DISCUSSION AND CONCLUSIONS
The participants in this study used Turkish to their advantage despite it being banned from their language classrooms. They skillfully adapted and integrated their experiences, education, and abilities. They were cognizant of the strengths they brought to the classroom as native speakers of the languages they were teaching and of the strengths their nonnative-speaking colleagues brought. Their use of the Turkish language in particular fostered their investment “in the form of belonging and ability to negotiate the meanings that matter in those contexts” (Wenger, Reference Wenger1998, p. 188).
The fusion experience that results from the teachers’ integrative adaptability could serve as a preparatory bridge for unfamiliar situations that students may encounter if they work or study abroad in the future, allowing them a chance to observe and practice skills necessary for their own adaptations. The teachers’ beliefs about their own native linguistic and cultural benefits helped them to capitalize on these perceived strengths, which is of significant use to students.
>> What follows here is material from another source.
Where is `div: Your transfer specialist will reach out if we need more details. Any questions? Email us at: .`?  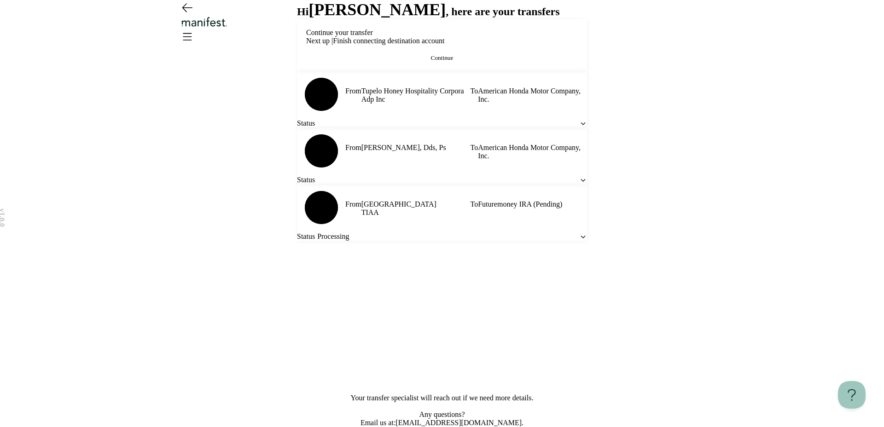 div: Your transfer specialist will reach out if we need more details. Any questions? Email us at: . is located at coordinates (442, 411).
Finally, for administrators making hiring decisions—which Duff (Reference Duff2015) pointed out typically privilege native speakers—these findings demonstrate that international language teachers provide unique types of learning opportunities for students, but they are not perceived to be superior. Overall, the three themes show the influences that affect the pedagogical approach of these international teachers and add to the understanding of the complex mix of factors relevant in this Turkish university context.
LIMITATIONS
The authors’ lack of knowledge of the participants’ languages of instruction somewhat restricted the amount of information they could glean from classroom observation. Additional interviews and/or focus groups with other stakeholders such as students, administrators, and other teachers could help to develop a more thorough understanding of the case. Extending the sample to multiple universities would also enhance the study. Further research might also investigate the case of international teachers in L3 contexts in light of Darvin and Norton's (Reference Darvin and Norton2015) model of language learning investment, which situates identity alongside ideology and capital. While geared toward learners, these three facets of language learning investment could potentially be applied to language teaching investment, as well. Despite the limitations, examining this research provides instructors, students, and administrators with a better understanding of the complexities of teaching an in an environment comprising multiple influences, and insights on how bringing international exposure into a university third language classroom may offer linguistic and cultural dividends for students.